With respect to this data point (CHEMBL3354189), target wt sequences are stored according to the CHEMBL schema in component_sequences.sequence. i.e. no matter what is stored in variant_sequences.mutation, the wt sequence is repeated in component_sequences.sequence.

The mutated sequence is found in variant_sequences.sequence. However, if the record for the target has a wt sequence or if it's any type of mutation other than a substitution mutation (e.g. deletion), this field is left blank.

The field variant_sequences.mutation seems reliable with respect to variant_sequences.sequence as there only seems to be a record for the mutation in the former if it is accompanied with a sequence in the latter. And when there is a wt sequence in component_sequences.sequence, as with variant_sequences.sequence, this field is generally left blank.

CAVEATS:

CHEMBL3354189 was tested against a double mutant (L858R,T790M) of EGFR, as found in variant_sequences.mutation. However, both mutations were found in different positions in the mutation sequence in variant_sequences.sequence (L865R,T798M) - a difference of 8 residues in each case. So it may be that whilst this field is reliable to confirm that there were mutations, it may not be a reliable indicator if where those mutations occurred in all cases.

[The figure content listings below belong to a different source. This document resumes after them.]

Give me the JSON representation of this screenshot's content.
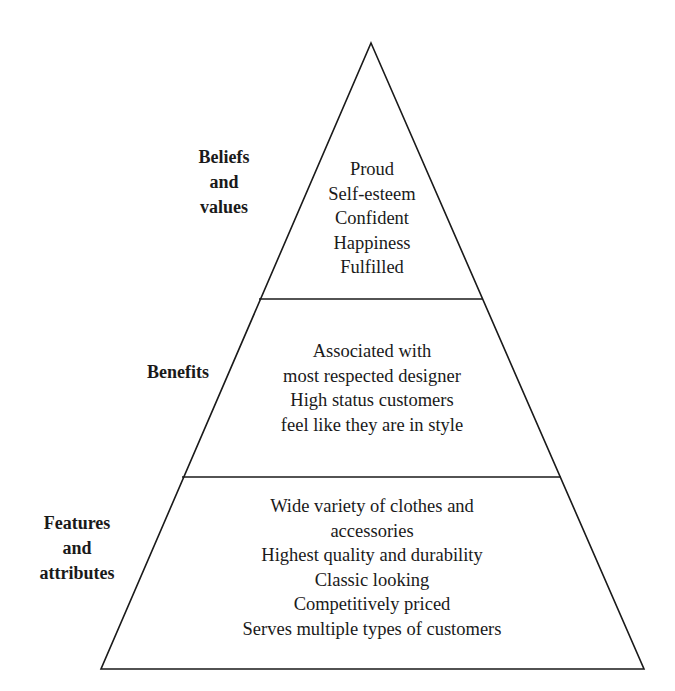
{
  "diagram": {
    "type": "pyramid",
    "tiers": [
      {
        "name": "Beliefs and values",
        "label_lines": [
          "Beliefs",
          "and",
          "values"
        ],
        "items": [
          "Proud",
          "Self-esteem",
          "Confident",
          "Happiness",
          "Fulfilled"
        ]
      },
      {
        "name": "Benefits",
        "label_lines": [
          "Benefits"
        ],
        "items": [
          "Associated with",
          "most respected designer",
          "High status customers",
          "feel like they are in style"
        ]
      },
      {
        "name": "Features and attributes",
        "label_lines": [
          "Features",
          "and",
          "attributes"
        ],
        "items": [
          "Wide variety of clothes and",
          "accessories",
          "Highest quality and durability",
          "Classic looking",
          "Competitively priced",
          "Serves multiple types of customers"
        ]
      }
    ],
    "colors": {
      "line": "#1a1a1a",
      "background": "#ffffff",
      "text": "#1a1a1a"
    }
  }
}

With respect to deletion/addition mutations, for CHEMBL3354189, there is a value of UNDEFINED MUTATION in variant_sequences.mutation and assays.description contains information confirming it is a deletion mutation. This is not always the case with other data points so it would appear that there is no reliable correspondence between assays.description and variant_sequences.mutation to fully delineate deletion mutations.

So, to pcode this out, when retrieving sequence data for model training,

if protein sequence == WT

select component_sequences.sequence

elif protein sequence == SUBSTITUTION_MUTATION

select variant_sequences.sequence

Where WT can be determined if there is a record in component_sequences.sequence and SUBSTITUTION_MUTATION can be determined if there is both a record in component_sequences.sequence and variant_sequences.sequence, as it seems CHEMBL enforces that one can only input a mutation sequence if one has already inputted a wt sequence. Other types of mutation seem like they would be determined only unreliably from, say, assays.description.